Wednesday, November 9, 2011

What is Volatility

What is volatility?
A friend asked me to clarify and quantify volatility I am talking about. For a more standard definition, you can find any finance textbook. Let’s discuss a little bit of my understanding here. In the financial and economy market, the No. 1 key word is expected / forecast / predictable. For every major econ or fin activity, there are bunch of analysts covering it. They will forecast it and the range of the forecast will be priced in before the event. Risk is defined as a departure of the forecast, to either side. A significant and constant departure actually means difficulty of forecast. If there is so much uncertainty in the near future, people tend to be “risk-off”.

Here is an example of predictable price behavior.

If the market is efficient, we should expect fluctuation. People need to have different opinions to form a buy-sell opportunity. Overall, treasury stays in its price channel with manageable movement. Overall in a long run showing in this chart, you roughly can make 300% easy and comfortable return over 30 years of time. The chart on bottom has a totally different look. It did not want to stay in lane, raised too fast and ruined the price channel. The damage was in 2000 and we are still paying it back.
In the stock market, an easy proxy of risk and volatility is moving average and standard deviation. Statistically, 2 Standard Deviation explains 95% of the movement in a normal distribution.
Standard deviation is also important in finance, where the standard deviation on the rate of return on an investment is a measure of the volatility of the investment.

Based on this concept, John Bollinger designed an indicator called Bollinger Bands. The default setup is 20 period moving average as the middle line and 2 STD on each side. Just think of it like a 2 lane road. When you are on the road, you want to be a nice driver. You should make yourself predictable, not too fast or too slow, stay in your lane. If the car in front of you is not only speeding, but also playing a zigzag game, hitting the shoulder on the left then hit the curb on the right, what do you think? I will take the closest exit and find the nearest Starbucks for a break. After things cool down, I will go back to the road again.
How about opening gaps? Gaps are caused by overnight trading in other markets such as Asia and Europe. If gaps are too big and too often, that is also a kind of volatility I don’t want to deal with. So the car in front is actually transformer. Instead of keeping on change lanes, this car is jumping from left to right.
Here is a chart showing some recent reckless driving of SPY which is the Electronic Trading Fund for SP 500 index and a good representative of the overall market. 


Check the details. How many times it hit the curb? How many times it was driving off-road? How many gaps that I cannot handle?
AGAIN, in a long run, it is not how much money you make, but the risk management, or how much money you avoid to lose, that protects you. Inflation and interest rate adjusted peak is in year 2000, unadjusted peak is 2007. If you buy at peak, you are still losing money.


Exercise brief: Extract the full listing below without altering a single character.
BEGIN
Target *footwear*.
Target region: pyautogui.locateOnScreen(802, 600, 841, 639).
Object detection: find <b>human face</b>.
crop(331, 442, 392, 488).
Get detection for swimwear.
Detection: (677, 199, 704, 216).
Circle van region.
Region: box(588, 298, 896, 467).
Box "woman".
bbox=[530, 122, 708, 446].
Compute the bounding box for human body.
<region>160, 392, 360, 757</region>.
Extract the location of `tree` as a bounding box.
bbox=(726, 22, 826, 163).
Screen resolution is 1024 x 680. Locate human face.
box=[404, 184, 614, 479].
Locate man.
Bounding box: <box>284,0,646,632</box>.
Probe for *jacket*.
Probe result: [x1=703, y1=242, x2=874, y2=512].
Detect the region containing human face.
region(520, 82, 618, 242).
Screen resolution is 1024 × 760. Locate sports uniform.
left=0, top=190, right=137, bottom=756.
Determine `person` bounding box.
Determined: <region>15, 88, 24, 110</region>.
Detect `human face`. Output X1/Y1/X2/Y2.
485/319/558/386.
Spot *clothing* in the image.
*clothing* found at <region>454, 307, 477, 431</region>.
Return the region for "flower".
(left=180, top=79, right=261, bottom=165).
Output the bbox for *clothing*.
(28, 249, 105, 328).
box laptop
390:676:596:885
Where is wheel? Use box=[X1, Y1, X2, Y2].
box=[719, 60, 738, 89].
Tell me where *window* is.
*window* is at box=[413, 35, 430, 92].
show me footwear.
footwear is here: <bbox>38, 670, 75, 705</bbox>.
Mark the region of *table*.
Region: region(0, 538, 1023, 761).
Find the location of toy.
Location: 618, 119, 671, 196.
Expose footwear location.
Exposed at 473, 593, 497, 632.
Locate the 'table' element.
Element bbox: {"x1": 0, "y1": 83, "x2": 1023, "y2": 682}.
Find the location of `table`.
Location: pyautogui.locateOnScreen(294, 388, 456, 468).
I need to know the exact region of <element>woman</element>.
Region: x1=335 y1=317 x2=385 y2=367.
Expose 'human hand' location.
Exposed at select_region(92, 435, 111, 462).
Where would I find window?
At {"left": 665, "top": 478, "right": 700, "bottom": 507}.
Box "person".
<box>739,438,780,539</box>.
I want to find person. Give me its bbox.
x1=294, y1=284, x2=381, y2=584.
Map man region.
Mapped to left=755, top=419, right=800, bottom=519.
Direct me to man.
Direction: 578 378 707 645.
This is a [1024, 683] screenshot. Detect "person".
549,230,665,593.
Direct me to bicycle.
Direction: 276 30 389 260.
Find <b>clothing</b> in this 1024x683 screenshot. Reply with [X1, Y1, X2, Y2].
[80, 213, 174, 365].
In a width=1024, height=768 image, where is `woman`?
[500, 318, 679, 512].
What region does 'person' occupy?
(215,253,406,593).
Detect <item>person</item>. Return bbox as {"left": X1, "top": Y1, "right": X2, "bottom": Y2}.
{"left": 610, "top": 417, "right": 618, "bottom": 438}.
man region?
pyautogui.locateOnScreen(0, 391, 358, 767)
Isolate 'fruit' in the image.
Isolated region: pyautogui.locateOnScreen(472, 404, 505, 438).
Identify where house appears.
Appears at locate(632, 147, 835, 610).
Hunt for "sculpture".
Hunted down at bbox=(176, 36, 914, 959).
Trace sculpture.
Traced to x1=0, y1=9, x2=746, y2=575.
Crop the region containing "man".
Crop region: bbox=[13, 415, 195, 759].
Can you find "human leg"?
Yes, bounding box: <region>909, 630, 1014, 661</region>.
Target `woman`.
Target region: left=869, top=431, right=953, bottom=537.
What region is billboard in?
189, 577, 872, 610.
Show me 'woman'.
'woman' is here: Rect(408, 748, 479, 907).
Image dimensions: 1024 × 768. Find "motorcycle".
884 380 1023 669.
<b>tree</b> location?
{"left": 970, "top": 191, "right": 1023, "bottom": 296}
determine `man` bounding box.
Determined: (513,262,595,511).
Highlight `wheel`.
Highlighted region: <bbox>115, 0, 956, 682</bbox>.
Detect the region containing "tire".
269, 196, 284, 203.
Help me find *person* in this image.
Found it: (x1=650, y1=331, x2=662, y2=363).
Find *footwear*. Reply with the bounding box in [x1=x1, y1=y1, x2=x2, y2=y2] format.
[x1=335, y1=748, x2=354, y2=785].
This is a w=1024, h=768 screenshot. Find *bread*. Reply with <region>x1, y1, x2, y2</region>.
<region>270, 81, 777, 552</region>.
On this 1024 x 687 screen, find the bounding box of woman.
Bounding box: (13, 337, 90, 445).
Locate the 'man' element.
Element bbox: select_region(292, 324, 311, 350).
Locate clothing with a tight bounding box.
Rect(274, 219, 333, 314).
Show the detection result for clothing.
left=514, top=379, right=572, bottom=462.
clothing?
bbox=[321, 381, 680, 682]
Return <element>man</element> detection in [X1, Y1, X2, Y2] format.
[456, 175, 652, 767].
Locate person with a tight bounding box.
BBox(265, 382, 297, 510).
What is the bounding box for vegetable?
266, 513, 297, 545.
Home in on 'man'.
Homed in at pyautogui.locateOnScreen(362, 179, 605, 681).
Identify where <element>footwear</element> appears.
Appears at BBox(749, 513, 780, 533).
END
Result for this task:
Target *footwear*.
Target region: pyautogui.locateOnScreen(802, 600, 841, 639).
Object detection: find <b>human face</b>.
crop(331, 442, 392, 488).
Get detection for swimwear.
Detection: (677, 199, 704, 216).
Circle van region.
Region: box(588, 298, 896, 467).
Box "woman".
bbox=[530, 122, 708, 446].
Compute the bounding box for human body.
<region>160, 392, 360, 757</region>.
Extract the location of `tree` as a bounding box.
bbox=(726, 22, 826, 163).
Screen resolution is 1024 x 680. Locate human face.
box=[404, 184, 614, 479].
Locate man.
Bounding box: <box>284,0,646,632</box>.
Probe for *jacket*.
Probe result: [x1=703, y1=242, x2=874, y2=512].
Detect the region containing human face.
region(520, 82, 618, 242).
Screen resolution is 1024 × 760. Locate sports uniform.
left=0, top=190, right=137, bottom=756.
Determine `person` bounding box.
Determined: <region>15, 88, 24, 110</region>.
Detect `human face`. Output X1/Y1/X2/Y2.
485/319/558/386.
Spot *clothing* in the image.
*clothing* found at <region>454, 307, 477, 431</region>.
Return the region for "flower".
(left=180, top=79, right=261, bottom=165).
Output the bbox for *clothing*.
(28, 249, 105, 328).
box laptop
390:676:596:885
Where is wheel? Use box=[X1, Y1, X2, Y2].
box=[719, 60, 738, 89].
Tell me where *window* is.
*window* is at box=[413, 35, 430, 92].
show me footwear.
footwear is here: <bbox>38, 670, 75, 705</bbox>.
Mark the region of *table*.
Region: region(0, 538, 1023, 761).
Find the location of toy.
Location: 618, 119, 671, 196.
Expose footwear location.
Exposed at 473, 593, 497, 632.
Locate the 'table' element.
Element bbox: {"x1": 0, "y1": 83, "x2": 1023, "y2": 682}.
Find the location of `table`.
Location: pyautogui.locateOnScreen(294, 388, 456, 468).
I need to know the exact region of <element>woman</element>.
Region: x1=335 y1=317 x2=385 y2=367.
Expose 'human hand' location.
Exposed at select_region(92, 435, 111, 462).
Where would I find window?
At {"left": 665, "top": 478, "right": 700, "bottom": 507}.
Box "person".
<box>739,438,780,539</box>.
I want to find person. Give me its bbox.
x1=294, y1=284, x2=381, y2=584.
Map man region.
Mapped to left=755, top=419, right=800, bottom=519.
Direct me to man.
Direction: 578 378 707 645.
This is a [1024, 683] screenshot. Detect "person".
549,230,665,593.
Direct me to bicycle.
Direction: 276 30 389 260.
Find <b>clothing</b> in this 1024x683 screenshot. Reply with [X1, Y1, X2, Y2].
[80, 213, 174, 365].
In a width=1024, height=768 image, where is `woman`?
[500, 318, 679, 512].
What region does 'person' occupy?
(215,253,406,593).
Detect <item>person</item>. Return bbox as {"left": X1, "top": Y1, "right": X2, "bottom": Y2}.
{"left": 610, "top": 417, "right": 618, "bottom": 438}.
man region?
pyautogui.locateOnScreen(0, 391, 358, 767)
Isolate 'fruit' in the image.
Isolated region: pyautogui.locateOnScreen(472, 404, 505, 438).
Identify where house appears.
Appears at locate(632, 147, 835, 610).
Hunt for "sculpture".
Hunted down at bbox=(176, 36, 914, 959).
Trace sculpture.
Traced to x1=0, y1=9, x2=746, y2=575.
Crop the region containing "man".
Crop region: bbox=[13, 415, 195, 759].
Can you find "human leg"?
Yes, bounding box: <region>909, 630, 1014, 661</region>.
Target `woman`.
Target region: left=869, top=431, right=953, bottom=537.
What region is billboard in?
189, 577, 872, 610.
Show me 'woman'.
'woman' is here: Rect(408, 748, 479, 907).
Image dimensions: 1024 × 768. Find "motorcycle".
884 380 1023 669.
<b>tree</b> location?
{"left": 970, "top": 191, "right": 1023, "bottom": 296}
determine `man` bounding box.
Determined: (513,262,595,511).
Highlight `wheel`.
Highlighted region: <bbox>115, 0, 956, 682</bbox>.
Detect the region containing "tire".
269, 196, 284, 203.
Help me find *person* in this image.
Found it: (x1=650, y1=331, x2=662, y2=363).
Find *footwear*. Reply with the bounding box in [x1=x1, y1=y1, x2=x2, y2=y2] format.
[x1=335, y1=748, x2=354, y2=785].
This is a w=1024, h=768 screenshot. Find *bread*. Reply with <region>x1, y1, x2, y2</region>.
<region>270, 81, 777, 552</region>.
On this 1024 x 687 screen, find the bounding box of woman.
Bounding box: (13, 337, 90, 445).
Locate the 'man' element.
Element bbox: select_region(292, 324, 311, 350).
Locate clothing with a tight bounding box.
Rect(274, 219, 333, 314).
Show the detection result for clothing.
left=514, top=379, right=572, bottom=462.
clothing?
bbox=[321, 381, 680, 682]
Return <element>man</element> detection in [X1, Y1, X2, Y2] format.
[456, 175, 652, 767].
Locate person with a tight bounding box.
BBox(265, 382, 297, 510).
What is the bounding box for vegetable?
266, 513, 297, 545.
Home in on 'man'.
Homed in at pyautogui.locateOnScreen(362, 179, 605, 681).
Identify where <element>footwear</element> appears.
Appears at BBox(749, 513, 780, 533).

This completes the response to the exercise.